How to make water with holes – knowledge

Suddenly there is a stabbing in the chest. The pain spreads into the left arm, the lower jaw, the stomach. Fear spreads, you are exhausted, sweating and pale as chalk: It is a heart attack. If the coronary arteries become blocked, the heart muscle is no longer supplied with sufficient blood – and therefore also no longer with oxygen.

In order to supply hypoxic, i.e. very low-oxygen blood, with fresh oxygen, a new type of material could be used in the future: “porous water”. Researchers from Harvard and Northwestern Universities report on this in a recent publication in Nature published work.

Porous water is a solution of finely distributed nanoparticles, each of which forms a cavity – practically a loophole – for gas molecules due to their crystal structure. The microporous particles enable aqueous fluids to absorb many times the amount of gas that would otherwise be possible. If such a gas-enriched suspension is added to a less gaseous liquid, such as hypoxic blood, the gas escapes from the loopholes and enriches the other liquid. The possible applications of porous liquids – as the relatively young field of research is commonly known – range from the biomedical field to the capture of carbon dioxide.

Blood can absorb ten times more oxygen than water

The hemoglobin in the red blood cells is actually responsible for carrying oxygen in the blood, through which the blood can absorb around ten times more oxygen than water. So far, it has not been possible to produce liquids with a similarly high oxygen content that are also biologically compatible. There is no lack of attempts to produce synthetic hemoglobin or microbubbles filled with oxygen from fats or polymers. The experiments often failed because of the absorption capacity of the gas carrier, or the method was technically too complex.

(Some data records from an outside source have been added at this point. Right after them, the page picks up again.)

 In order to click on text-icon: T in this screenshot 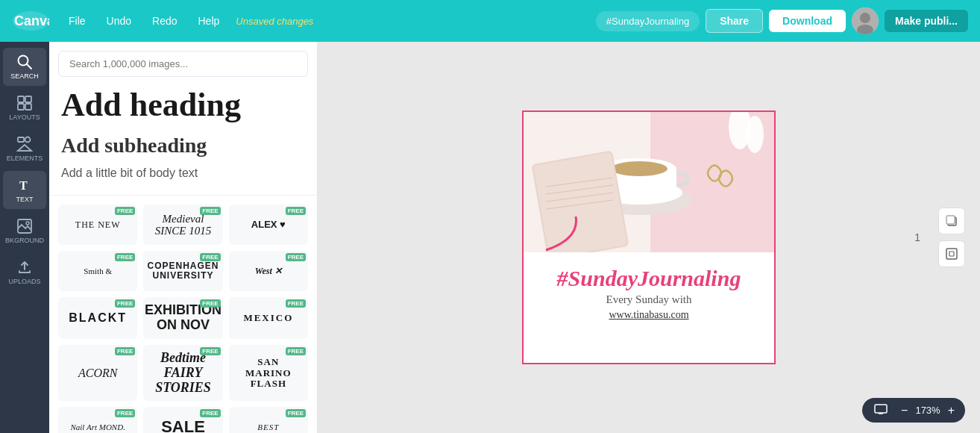, I will do `click(25, 185)`.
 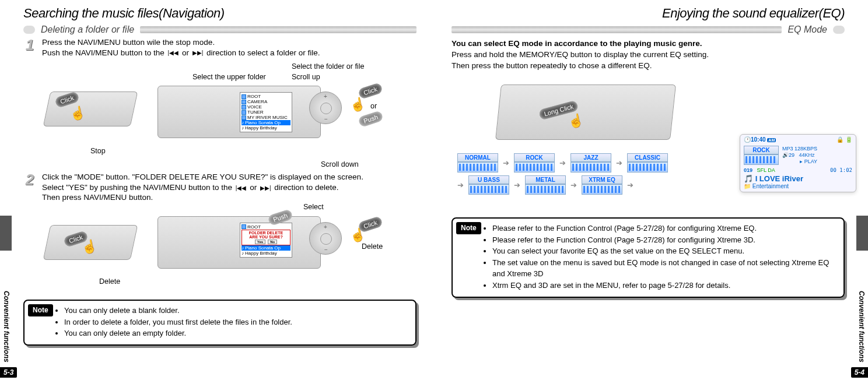 What do you see at coordinates (203, 198) in the screenshot?
I see `step-2-line3: Then press NAVI/MENU button.` at bounding box center [203, 198].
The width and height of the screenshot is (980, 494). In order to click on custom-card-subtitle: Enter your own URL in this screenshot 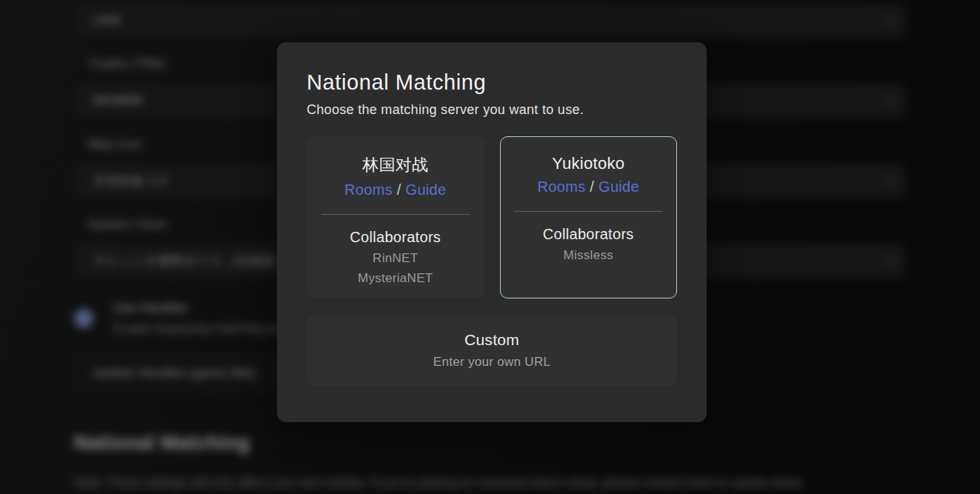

The authors of the study, led by Harvard researcher Daniel Erdosy, write that the gas absorption capacity of the porous water exceeds that of all previously known oxygen-carrying liquids. Other porous liquids are made by dissolving particles in them that have such a small cavity that only gas particles but no liquid particles can slip into them. However, this method is not practical for water: H₂O molecules are small enough to also enter cages intended for gas.

Instead, Erdosy’s researchers exploit the fact that it is thermodynamically unfavorable for water to penetrate the pores of certain crystals, since these are hydrophilic on the outside, i.e. water-attracting, but hydrophobic on the inside – and remain dry there. Such porous materials are on the one hand silicalite-1, an inorganic compound from the zeolite group of substances, and on the other hand so-called metal-organic framework compounds, MOFs for short (metal-organic frameworks).

“Ultimately, a zeolite is a porous stone that the researchers produce as a powder and then distribute in the water,” explains chemist Alexander Knebel, who researches porous materials at the University of Jena. “The colloidal solution, the fine distribution of the nanoparticles that float in the water and don’t sink, that’s the highlight.” Due to the dispersion of the microporous crystals, concentrations of up to 40 percent can be achieved – and a correspondingly high gas absorption capacity.

Nevertheless, Knebel still sees a lot of development work for the US scientists: “We are still miles away from medical applications for direct injection into the bloodstream.” The reason for this is that clinical approval procedures generally take a very long time and that silicon, which occurs in the silicalite-1 used, is only broken down to a small extent by the body. However, it is realistic to supply an artificial lung with oxygen using a porous liquid.

Porous liquids could also trap CO₂

Apart from the biomedical field, Knebel considers other areas of application for porous liquids to be promising: “I could imagine applications in gas separation.” Knebel’s working group is therefore working on MOFs, among other things, which are intended to make separation processes in chemistry more efficient. In addition, the porous materials could help capture CO₂ from industrial processes. To date, the exhaust gases have usually been passed through a solution containing chemicals such as alkali hydroxides or organic ammonia compounds that react with the CO₂ and thus wash it out.

A more efficient solution, which Knebel and other researchers have long pinned high hopes for, could be to force the exhaust gases through a porous fluid instead. The MOFs dissolved in it would only sieve out carbon dioxide, which would then remain trapped in the micropores of the MOFs – and could be stored underground.